→ **Required action**
The output is the line holding "This screenshot has width=1881, height=1058." and all lines after it to the end of the records below; restate them unchanged and add nothing.

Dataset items
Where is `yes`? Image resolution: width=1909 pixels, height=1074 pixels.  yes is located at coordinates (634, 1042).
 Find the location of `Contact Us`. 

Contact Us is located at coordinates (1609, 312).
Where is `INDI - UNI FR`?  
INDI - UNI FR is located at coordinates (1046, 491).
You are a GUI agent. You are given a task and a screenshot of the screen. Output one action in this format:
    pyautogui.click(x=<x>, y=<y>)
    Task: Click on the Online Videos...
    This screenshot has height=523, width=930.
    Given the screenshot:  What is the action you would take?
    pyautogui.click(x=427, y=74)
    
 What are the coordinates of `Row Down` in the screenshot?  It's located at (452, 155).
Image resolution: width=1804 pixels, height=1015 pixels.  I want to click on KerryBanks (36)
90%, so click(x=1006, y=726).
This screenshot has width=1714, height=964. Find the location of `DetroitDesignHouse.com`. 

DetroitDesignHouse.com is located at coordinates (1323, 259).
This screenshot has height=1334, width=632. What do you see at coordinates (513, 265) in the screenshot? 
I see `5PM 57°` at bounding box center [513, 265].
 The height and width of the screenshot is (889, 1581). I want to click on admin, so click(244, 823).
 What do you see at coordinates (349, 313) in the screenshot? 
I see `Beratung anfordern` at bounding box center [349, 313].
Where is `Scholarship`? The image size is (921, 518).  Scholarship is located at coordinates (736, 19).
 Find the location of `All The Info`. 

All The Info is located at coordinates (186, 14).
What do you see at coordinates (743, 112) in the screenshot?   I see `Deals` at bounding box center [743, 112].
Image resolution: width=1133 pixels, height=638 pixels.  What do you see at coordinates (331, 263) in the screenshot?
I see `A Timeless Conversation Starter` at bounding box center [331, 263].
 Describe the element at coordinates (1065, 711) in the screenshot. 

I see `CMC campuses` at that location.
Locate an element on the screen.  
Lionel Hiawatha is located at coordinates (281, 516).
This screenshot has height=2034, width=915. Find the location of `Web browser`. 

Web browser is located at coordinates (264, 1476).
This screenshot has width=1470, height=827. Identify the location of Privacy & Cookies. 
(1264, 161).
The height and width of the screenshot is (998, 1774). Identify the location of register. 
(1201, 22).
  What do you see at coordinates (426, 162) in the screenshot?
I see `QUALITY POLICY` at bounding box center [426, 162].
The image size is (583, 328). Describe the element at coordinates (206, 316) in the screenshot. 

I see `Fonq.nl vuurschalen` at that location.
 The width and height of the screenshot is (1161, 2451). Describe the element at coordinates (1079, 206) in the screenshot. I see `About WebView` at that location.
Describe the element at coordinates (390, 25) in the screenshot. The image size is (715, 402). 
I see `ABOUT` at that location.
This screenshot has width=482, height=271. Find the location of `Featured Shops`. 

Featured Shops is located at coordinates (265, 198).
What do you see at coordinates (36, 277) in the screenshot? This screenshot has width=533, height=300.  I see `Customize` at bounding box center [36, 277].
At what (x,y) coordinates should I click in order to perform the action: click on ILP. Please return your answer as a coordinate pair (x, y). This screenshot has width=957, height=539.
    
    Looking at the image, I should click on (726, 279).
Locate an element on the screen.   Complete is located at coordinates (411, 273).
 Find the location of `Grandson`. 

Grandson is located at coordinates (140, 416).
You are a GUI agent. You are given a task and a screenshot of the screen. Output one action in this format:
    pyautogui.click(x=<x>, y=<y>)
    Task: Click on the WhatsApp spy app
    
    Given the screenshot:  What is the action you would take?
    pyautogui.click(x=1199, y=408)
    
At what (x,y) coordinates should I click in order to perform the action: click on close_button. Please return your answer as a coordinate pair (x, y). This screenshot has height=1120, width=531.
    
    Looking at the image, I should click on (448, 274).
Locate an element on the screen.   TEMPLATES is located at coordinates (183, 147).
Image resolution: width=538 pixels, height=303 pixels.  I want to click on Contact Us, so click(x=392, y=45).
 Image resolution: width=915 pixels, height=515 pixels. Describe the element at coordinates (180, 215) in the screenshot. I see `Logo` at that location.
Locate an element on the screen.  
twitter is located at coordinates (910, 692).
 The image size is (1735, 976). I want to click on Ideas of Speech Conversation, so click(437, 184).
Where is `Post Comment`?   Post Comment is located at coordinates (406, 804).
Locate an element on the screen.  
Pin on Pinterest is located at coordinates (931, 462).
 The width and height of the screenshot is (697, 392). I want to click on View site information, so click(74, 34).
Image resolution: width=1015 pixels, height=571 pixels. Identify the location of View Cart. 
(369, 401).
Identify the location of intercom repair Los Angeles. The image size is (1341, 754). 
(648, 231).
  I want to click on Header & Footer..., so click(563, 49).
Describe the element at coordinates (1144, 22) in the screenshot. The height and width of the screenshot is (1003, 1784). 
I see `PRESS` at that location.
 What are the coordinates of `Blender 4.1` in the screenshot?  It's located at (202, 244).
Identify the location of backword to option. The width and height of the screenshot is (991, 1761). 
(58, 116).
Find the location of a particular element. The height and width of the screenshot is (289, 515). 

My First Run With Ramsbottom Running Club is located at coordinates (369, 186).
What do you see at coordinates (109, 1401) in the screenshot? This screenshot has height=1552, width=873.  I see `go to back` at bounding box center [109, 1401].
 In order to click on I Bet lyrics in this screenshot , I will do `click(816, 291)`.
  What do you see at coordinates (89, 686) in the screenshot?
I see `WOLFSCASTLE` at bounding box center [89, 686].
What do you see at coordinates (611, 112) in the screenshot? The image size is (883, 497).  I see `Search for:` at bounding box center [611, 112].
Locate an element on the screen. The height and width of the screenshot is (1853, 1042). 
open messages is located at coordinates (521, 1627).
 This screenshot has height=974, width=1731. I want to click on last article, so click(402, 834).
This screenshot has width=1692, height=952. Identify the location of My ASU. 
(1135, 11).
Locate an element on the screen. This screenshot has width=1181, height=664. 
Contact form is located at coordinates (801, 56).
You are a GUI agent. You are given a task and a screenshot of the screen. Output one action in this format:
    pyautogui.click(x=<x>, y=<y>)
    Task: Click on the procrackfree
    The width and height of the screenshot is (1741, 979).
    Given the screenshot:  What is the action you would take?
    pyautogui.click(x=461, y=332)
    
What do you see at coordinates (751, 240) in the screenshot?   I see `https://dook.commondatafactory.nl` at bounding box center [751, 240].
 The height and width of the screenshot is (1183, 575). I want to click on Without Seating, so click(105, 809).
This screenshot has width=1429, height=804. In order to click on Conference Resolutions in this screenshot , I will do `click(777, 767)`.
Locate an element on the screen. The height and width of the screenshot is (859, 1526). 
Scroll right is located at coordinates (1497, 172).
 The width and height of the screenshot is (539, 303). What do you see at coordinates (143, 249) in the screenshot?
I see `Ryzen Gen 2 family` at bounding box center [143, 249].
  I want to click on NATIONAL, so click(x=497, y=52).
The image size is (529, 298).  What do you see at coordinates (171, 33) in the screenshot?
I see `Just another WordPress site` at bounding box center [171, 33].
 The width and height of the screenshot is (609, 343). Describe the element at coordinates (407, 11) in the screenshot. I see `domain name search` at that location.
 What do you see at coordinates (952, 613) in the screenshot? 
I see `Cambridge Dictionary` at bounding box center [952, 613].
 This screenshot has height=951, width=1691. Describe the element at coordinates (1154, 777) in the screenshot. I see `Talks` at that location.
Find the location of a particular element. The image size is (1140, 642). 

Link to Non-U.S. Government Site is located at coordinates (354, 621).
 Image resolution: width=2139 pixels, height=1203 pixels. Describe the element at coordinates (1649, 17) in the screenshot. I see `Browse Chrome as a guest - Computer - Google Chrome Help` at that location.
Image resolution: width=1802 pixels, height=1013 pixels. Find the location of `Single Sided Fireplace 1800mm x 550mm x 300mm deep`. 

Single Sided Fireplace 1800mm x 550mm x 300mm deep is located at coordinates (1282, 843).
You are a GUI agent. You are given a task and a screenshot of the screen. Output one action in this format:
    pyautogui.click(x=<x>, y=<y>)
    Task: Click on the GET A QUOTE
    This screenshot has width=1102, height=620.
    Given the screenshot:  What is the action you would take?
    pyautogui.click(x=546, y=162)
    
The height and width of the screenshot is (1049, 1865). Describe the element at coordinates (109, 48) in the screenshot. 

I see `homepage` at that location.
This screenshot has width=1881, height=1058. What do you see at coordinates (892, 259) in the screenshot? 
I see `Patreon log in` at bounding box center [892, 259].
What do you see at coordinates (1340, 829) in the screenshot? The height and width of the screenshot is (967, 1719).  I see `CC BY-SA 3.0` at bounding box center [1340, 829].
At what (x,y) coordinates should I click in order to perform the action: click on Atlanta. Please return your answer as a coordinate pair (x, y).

→ **Reply**
This screenshot has width=1881, height=1058. What do you see at coordinates (892, 259) in the screenshot? 
I see `Patreon log in` at bounding box center [892, 259].
What do you see at coordinates (1340, 829) in the screenshot? The height and width of the screenshot is (967, 1719).  I see `CC BY-SA 3.0` at bounding box center [1340, 829].
At what (x,y) coordinates should I click in order to perform the action: click on Atlanta. Please return your answer as a coordinate pair (x, y).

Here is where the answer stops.